Power BI — Power Query — part 1 — data cleansing

Michal Molka
4 min readDec 10, 2021

Most of ETL processes are performed on a database/file level. Processed data lands in a Data Warehouse or a Data Lake where you can use it in your Power BI model. I can say, that most of the work in terms of modelling is performed by an ETL team. A new approach is an ELT. Where most of the data are stored in files, partially prepared or not.

Today, we play around with a second approach. Let’s assume that our Data Integration team prepared a parquet file. Data wasn’t modelled, isn’t consistent and there are a few errors.

You can download a .csv source file here: Iowa Liquor Sales | data.iowa.gov

A dataset domain is sales data of liquors in Iowa. The file includes 21.4 million records. A file size is 4.73 GB, after converting it to parquet, it’s size dropped to 715 MB.

Here is a dataset structure:

After import data into Power BI, a model size is 1.57 GB.

In order to optimize our model, we need to wonder if some columns are unnecessary. In this case, an [Invoice/Item number] column can be safely removed. It is very rare to use an invoice number in analyses. And as you noticed it’s size is 1.3 GB.

In the second step we check if Power BI assigned a proper data type to columns.

We can notice that a [Date], a [Zip Code], a [Item Number] are assigned as a string type. We want to have the [Date] column saved as date type, and a whole number in another two cases.

Let’s check if the [Date] column can be safely converted.

EVALUATE
CALCULATETABLE (
VALUES ( Iowa_Liquor_Sales[Date] ),
IFERROR ( DATEVALUE ( Iowa_Liquor_Sales[Date] ), 1 ) = 1
)

As you see on the screen, all records are valid, so that, the column can be safely converted.

In the case of the [Zip Code] and the [Item Number] columns we will use another code.

EVALUATE
CALCULATETABLE (
VALUES ( Iowa_Liquor_Sales[Zip Code] ), // [Item Number]
IFERROR (
VALUE (
SUBSTITUTE (
SUBSTITUTE (
SUBSTITUTE (
SUBSTITUTE ( Iowa_Liquor_Sales[Zip Code], // [Item Number]
"-", "some_word" ),
"/", "some_word"),
".", "some_word"),
",", "some_word")
), 1) = 1
)

The [Item Name] has one value which is a string type, based on anther records pattern, we can safely presume that the “x” prefix is invalid.

Here is a Power Query code which solves the problem:

#"Added Custom" = Table.AddColumn(#"Changed Type", "Item Number - clean", each Text.Remove([Item Number], {"a".."z", "A".."Z"}))
#"Changed Type1" = Table.TransformColumnTypes(#"Removed Columns1",{{"Item Number - clean", Int64.Type}}),

The [Zip Code] column is more interesting topic.

You might wonder why I have used the SUBSTITUTE() function. Here is an answer. The VALUE() function converts valid string values to numeric ones. But if a string contains one of these chars: “,” or “.” Then the value is valid numeric type value. In case of these values: “/” or -” the value is a valid date type value and it can be converted to numeric data type.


**EXERCISE:** Drop every image, then reproduce the data exactly as given.

****************************************

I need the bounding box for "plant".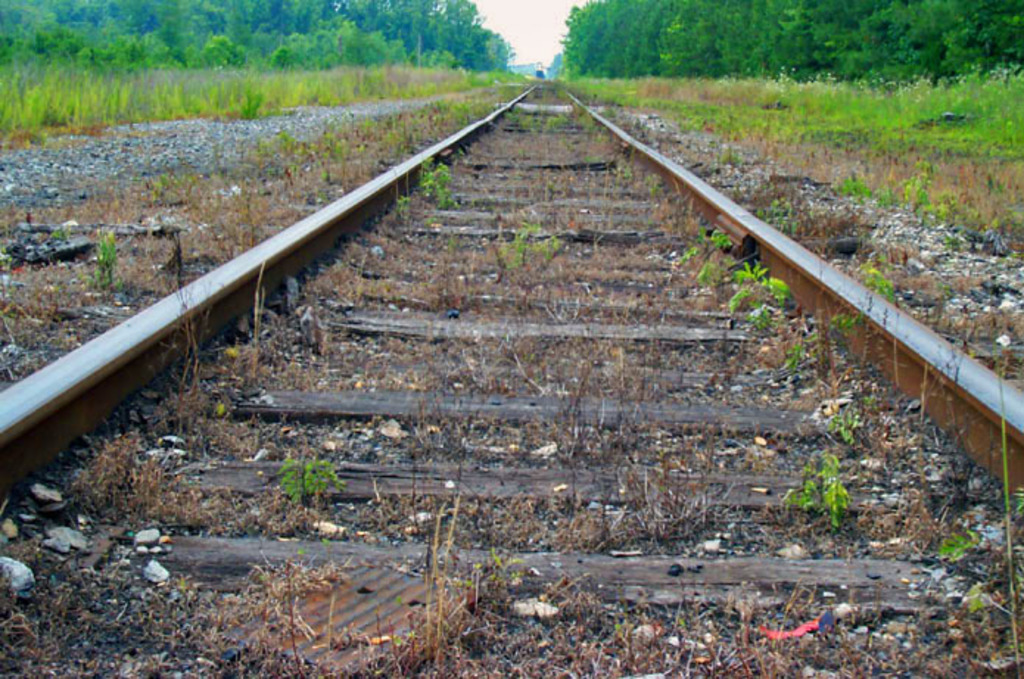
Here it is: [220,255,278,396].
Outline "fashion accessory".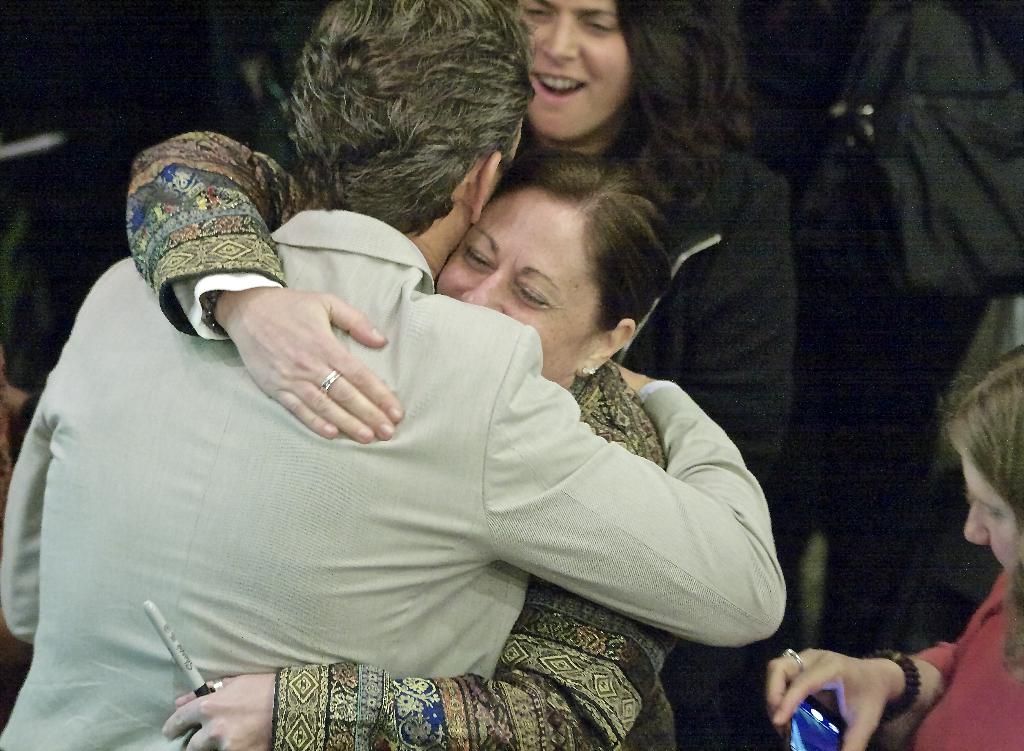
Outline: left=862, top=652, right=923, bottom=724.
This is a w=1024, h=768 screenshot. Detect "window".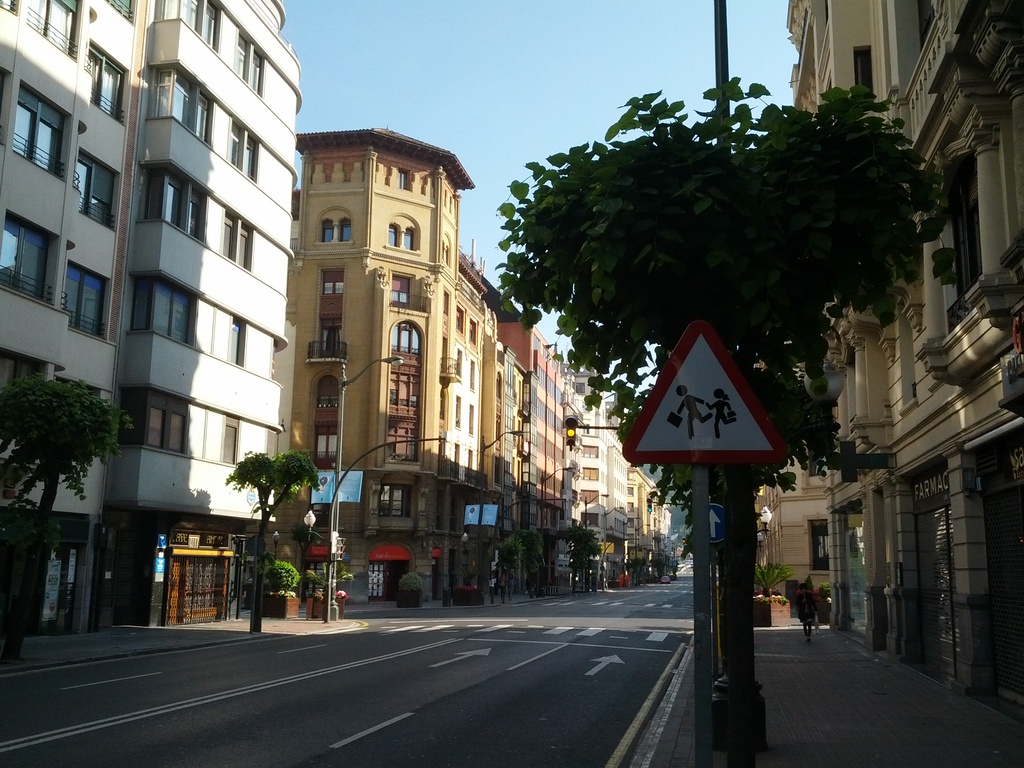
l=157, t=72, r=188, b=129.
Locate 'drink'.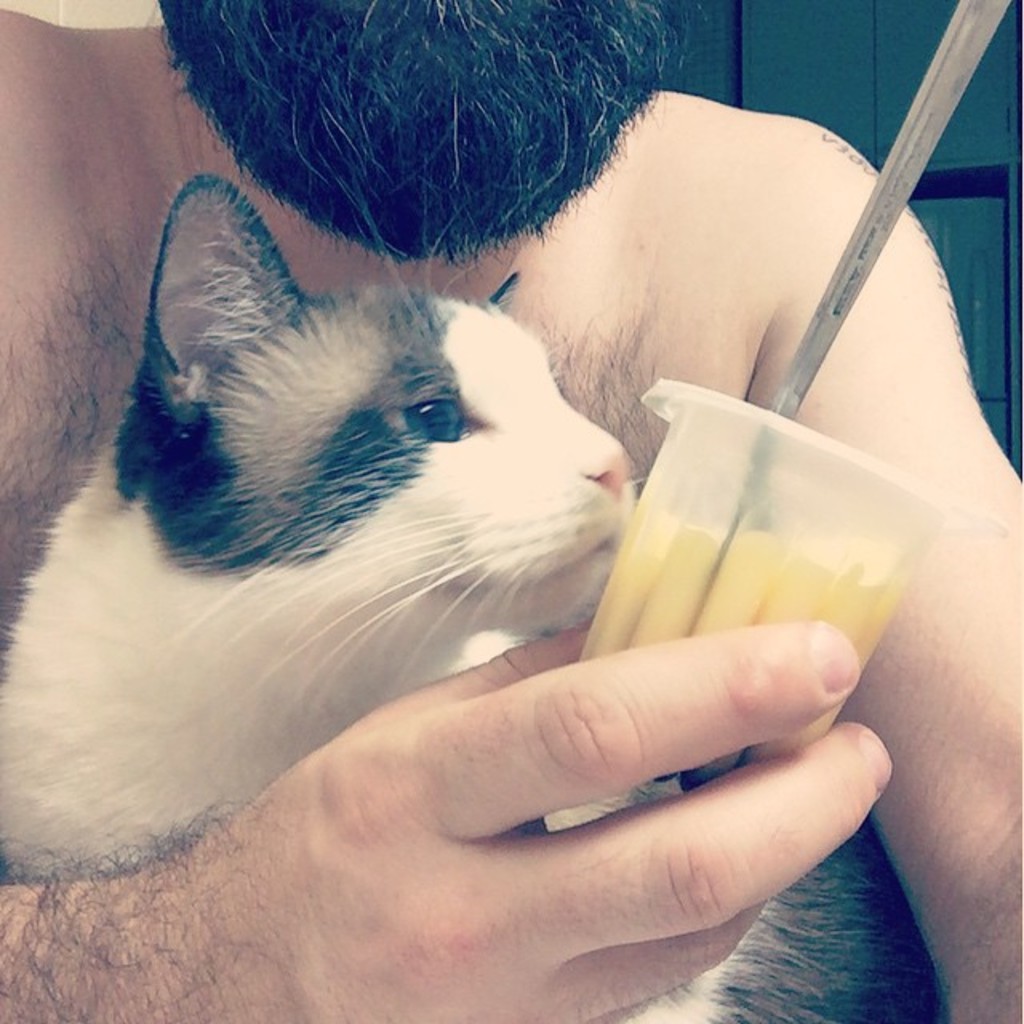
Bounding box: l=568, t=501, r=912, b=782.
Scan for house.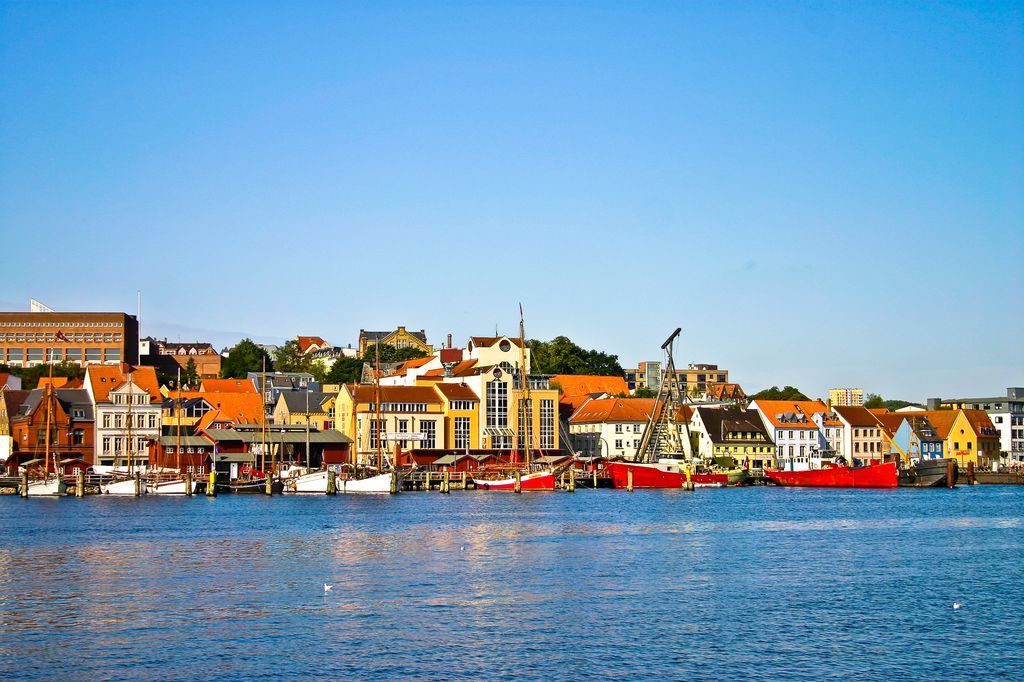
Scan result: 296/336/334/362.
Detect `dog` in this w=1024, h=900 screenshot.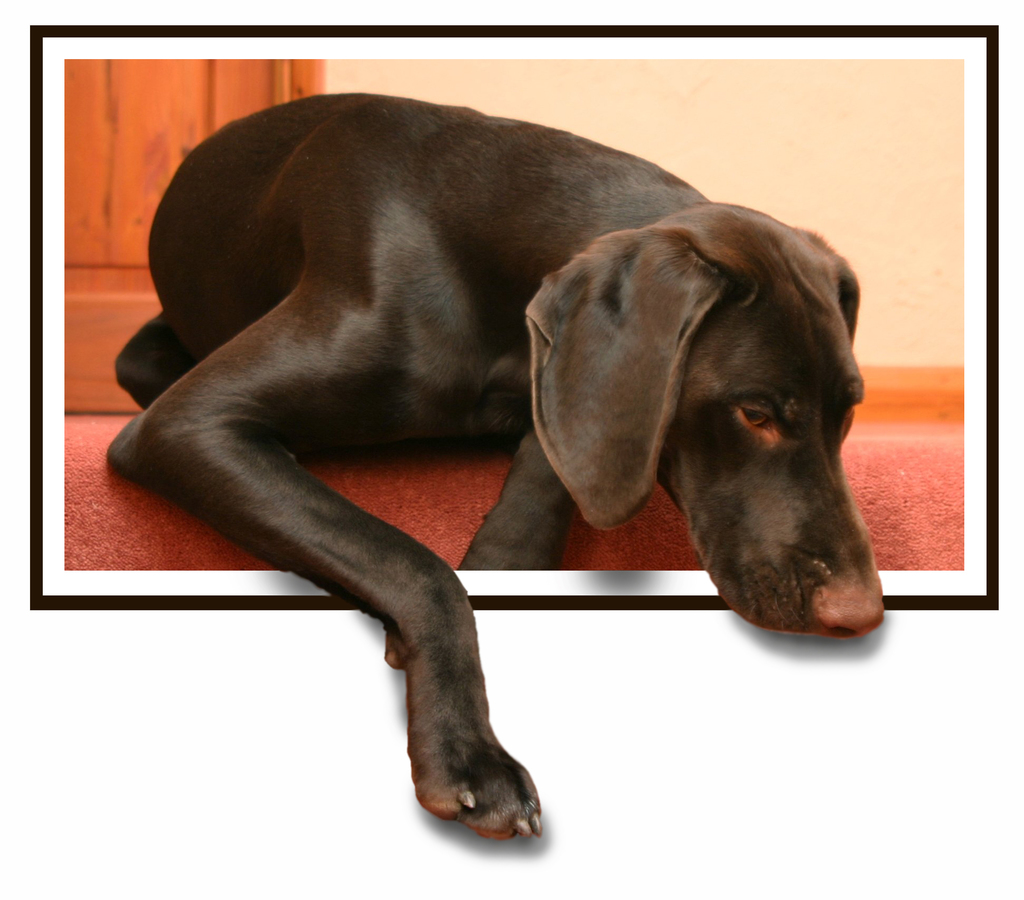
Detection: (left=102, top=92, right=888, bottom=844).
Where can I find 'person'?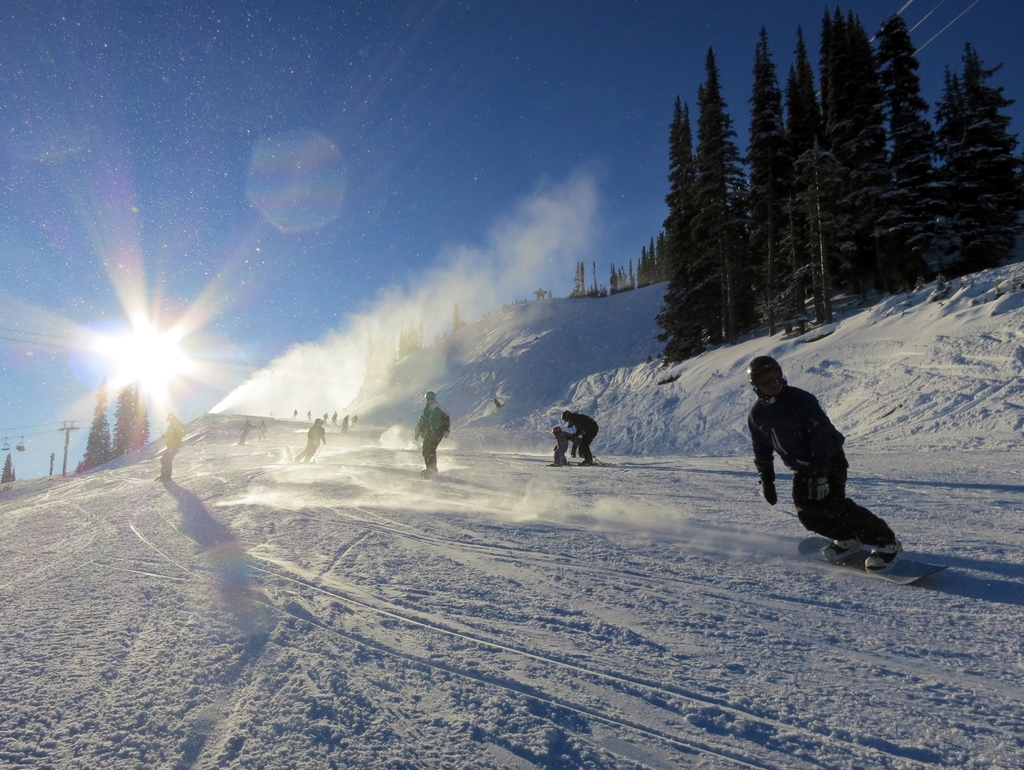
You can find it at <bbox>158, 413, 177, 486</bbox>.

****************************************

**OUTPUT:**
I need the bounding box for "plant".
Here it is: [220,255,278,396].
Outline "fashion accessory".
Outline: left=862, top=652, right=923, bottom=724.
This is a w=1024, h=768 screenshot. Detect "window".
l=157, t=72, r=188, b=129.
Locate 'drink'.
Bounding box: l=568, t=501, r=912, b=782.
Scan for house.
Scan result: 296/336/334/362.
Detect `dog` in this w=1024, h=900 screenshot.
Detection: (left=102, top=92, right=888, bottom=844).
Where can I find 'person'?
You can find it at <bbox>158, 413, 177, 486</bbox>.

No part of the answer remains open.